The employer then applied for leave to appeal against the Labour Appeal Court’s order to the Constitutional Court, where the employer argued that, despite the dismissal being substantively unfair, the Labour Appeal Court should nevertheless have ordered compensation, not reinstatement. In the alternative, it argued that the Labour Appeal Court was under a constitutional duty to grant an order that was appropriate, just and equitable in terms of section 172(1)(b) of the Constitution. It argued that the Labour Appeal Court was under an obligation to investigate, on its own accord, facts which arose after the arbitration award was made or judgment in the Labour Court had been delivered. In particular it was argued that systemic delays within the dispute-resolution procedures under the Labour Relations Act should be taken into account when granting a remedy, and that, where an employee had earned an income subsequent to his dismissal, it should be taken into account when making a just and equitable remedy on appeal. The latter arguments were never raised in the Labour Appeal Court; they were raised for the first time in the Constitutional Court.
Judgment
In dismissing the application for leave to appeal, Froneman J, writing for a unanimous court, held that, although the matter raised a constitutional issue, it was not in the interests of justice for leave to appeal to be granted. As a general principle, the Constitutional Court had required that constitutional issues be raised in the courts from which the appeal arose before leave to appeal would be granted. This was especially so because this was a matter which fell manifestly within the jurisdiction of the Labour Courts, and because the Constitutional Court would have benefited from its expertise in the matter. It was accordingly found that there were no exceptional circumstances in this case which warranted the Constitutional Court's sitting as a court of first and last instance.

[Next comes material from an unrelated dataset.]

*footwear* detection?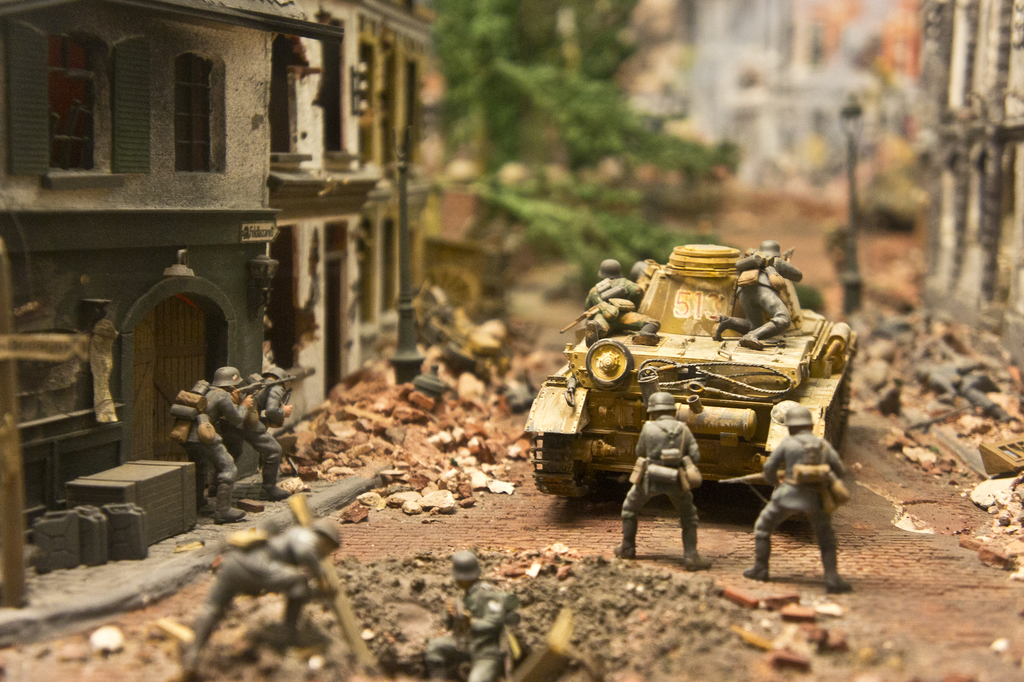
[822,537,857,592]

The court further held that leave to appeal should also be refused on an additional ground, namely that the constitutional point lacked prospects of success in the particular form and manner in which it was raised. It was found that there is no duty upon courts to investigate post-judgment facts in making a just and equitable order, especially where litigants had not made use of the relevant rules for adducing further evidence on appeal. Similarly, the applicant’s argument that there was a legal duty upon employees to mitigate their losses was dismissed. People sought work after dismissal for economic survival; it was unnecessary to turn this essential component of life into a legal duty.
The court recognised that delays plague the dispute-resolution procedures under the Labour Relations Act. It noted that such delays should be addressed by the users of the system within the different institutions that make up the dispute resolution procedures. It held that the delay in this particular case was primarily caused by the employer itself, in its failure to implement the order of reinstatement, despite its eventual recognition that the dismissal was unfair.
In the result, leave to appeal was dismissed.